Side-by-side decision guide

SituationBetter toolWhy
Every page matters but the file is too heavyPDF CompressYou need the same document, just smaller.
The file includes blank pages or duplicate scansPDF SplitRemoving waste can shrink the file without quality loss.
A scanned packet must be emailed under a size limitPDF CompressScanned pages often shrink well with lower image quality.
You only need one section of a long reportPDF SplitSending fewer pages is cleaner than compressing pages the recipient does not need.

Sometimes the best workflow uses both

These tools are not opposites in every case. A very common workflow is to remove unnecessary pages first and then compress the final remaining pages for easier sharing.

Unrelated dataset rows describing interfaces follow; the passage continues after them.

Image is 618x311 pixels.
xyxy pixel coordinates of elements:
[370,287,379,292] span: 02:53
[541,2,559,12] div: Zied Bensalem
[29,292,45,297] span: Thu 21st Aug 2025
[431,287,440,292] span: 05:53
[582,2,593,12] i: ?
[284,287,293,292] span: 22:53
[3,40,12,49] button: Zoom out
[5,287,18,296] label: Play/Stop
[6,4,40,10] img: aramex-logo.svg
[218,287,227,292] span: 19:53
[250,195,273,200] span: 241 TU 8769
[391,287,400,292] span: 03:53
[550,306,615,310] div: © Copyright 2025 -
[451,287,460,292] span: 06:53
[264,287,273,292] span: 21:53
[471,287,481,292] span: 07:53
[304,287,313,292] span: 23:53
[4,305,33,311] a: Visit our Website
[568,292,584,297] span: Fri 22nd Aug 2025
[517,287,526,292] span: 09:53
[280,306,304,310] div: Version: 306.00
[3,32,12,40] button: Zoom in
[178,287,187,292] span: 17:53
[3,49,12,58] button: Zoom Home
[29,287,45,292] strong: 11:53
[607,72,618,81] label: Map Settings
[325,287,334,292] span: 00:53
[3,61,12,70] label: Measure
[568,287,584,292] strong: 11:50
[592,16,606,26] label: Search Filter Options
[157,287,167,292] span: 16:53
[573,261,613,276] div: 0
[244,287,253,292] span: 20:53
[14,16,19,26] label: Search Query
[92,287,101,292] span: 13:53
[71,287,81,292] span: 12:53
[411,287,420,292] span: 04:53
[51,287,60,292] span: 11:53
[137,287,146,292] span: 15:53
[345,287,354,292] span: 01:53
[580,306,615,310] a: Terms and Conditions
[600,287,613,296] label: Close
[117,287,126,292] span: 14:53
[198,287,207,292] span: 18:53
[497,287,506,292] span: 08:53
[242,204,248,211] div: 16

Doing it in that order usually produces a better result because you avoid compressing pages that are going to be discarded anyway.

A simple rule of thumb

If the problem is too much content, split first. If the problem is too much image weight, compress first.

If both are true, remove the unnecessary pages and then compress the final file once.

If privacy is the bigger concern, read the compression safety FAQ. If your goal is specifically to get under email limits, the email compression guide is the best next read.

FAQ

Frequently Asked Questions

Does PDF Compress remove pages from a file?

No. PDF Compress keeps the same pages and tries to make them smaller by reducing image-heavy page weight.

Does PDF Split reduce file size too?

Yes, but in a different way. PDF Split reduces size by removing pages you do not need rather than lowering quality on the pages you keep.

Which is better for scanned PDFs?

PDF Compress is usually better when you need to keep the full scanned document, because scanned pages often shrink well with lower image quality.

Should I split before compressing?

Usually yes if the file contains pages you do not need. Removing those pages first avoids compressing content you are going to discard.

Can I use both tools on the same file?

Yes. A common workflow is to remove unnecessary pages first and then compress the smaller final file.